I became aware of how annoying and pathetic I had become. I didn’t care about anything else, I didn’t care about how I looked or how whiny I sounded. I just wanted this to work. I was afraid only that Jim would hear me and pray the opposite. I wanted him to live, we all did. I know that we were all willing to do anything that could even possibly make that happen. I passed a McDonald’s and there was a small part of me that wanted a milkshake, but I blew it off. I had bigger priorities right now, that of saving my brother’s life. And, still, I only wanted just a taste of one, I didn’t want a whole milk shake. It was an innocent, mundane fleeting thought in an otherwise hellish road trip. I felt tortured by the knowledge that he would die soon. I felt helpless to do anything at all to help him, felt such deep sorrow and sadness that he was facing death. I kept wondering how HE was feeling. Was he scared? Was he angry? Was he resigned to it or did he think he could fight? I keep wondering, to this day and I will probably wonder until the day that I die, what he was feeling, what things he was thinking about, mulling over in his mind. Did he regret leaving his wife? Did he regret marrying her at all? What was he proud of and what were his regrets?
When we got home Kirk came out and said, ‘hello’. I could see it on my husband’s face, the shock of seeing someone who was formerly so strong, now crippled by a disease whose name we still didn’t know.
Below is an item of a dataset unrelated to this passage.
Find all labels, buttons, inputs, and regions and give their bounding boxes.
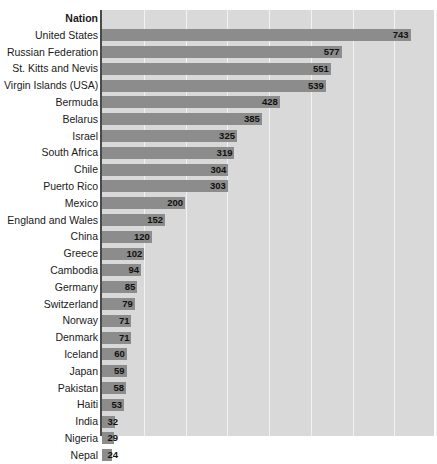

I could see how he wanted to take care of him, but wanted to run away at the same time. I felt the same way, actually. I wanted to see the Old Jim back and heal this new one. I wanted him to be okay. After he ate (again!) I told him about the milkshake and how I “only wanted a shotglass full”. He laughed and said that he would have split one with me. He laughed again and said, “can you see the look on the face of the person at the drive-thru when you tell them you only want a sample?” It was so good to see him laugh. I showed him the medical textbook I bought at the library booksale for $1. I told him how when I told Cheryl about it she had said, “all the doctors that have seen him and you think you are going to swoop in with your one dollar textbook and crack the case?!” Jim replied, “wouldn’t it be cool if you did, though?!” He and I stayed up way too late that night reading my Physiology notes, the Physiology Coloring Book and The Textbook of Primary Care Medicine. We looked up every neurological disease we could find. But, we missed the one he actually had.
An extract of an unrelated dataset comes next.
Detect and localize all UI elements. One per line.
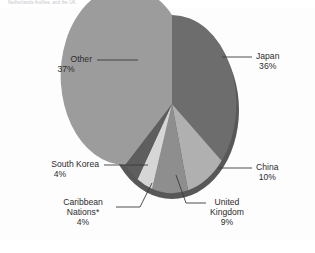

When I found the specifics for Amyotrophic Lateral Sclerosis (ALS, known as Lou Gherig's Disease) I thought that was it. I started to cry because the prognosis only gave him 5 years. I cried myself to sleep that night, angry and sad that I would only have five years left with him.


A month after the funeral I remembered that night and how I had mourned "only five years" and I thought about how that thing you fear becomes the very thing you wish for.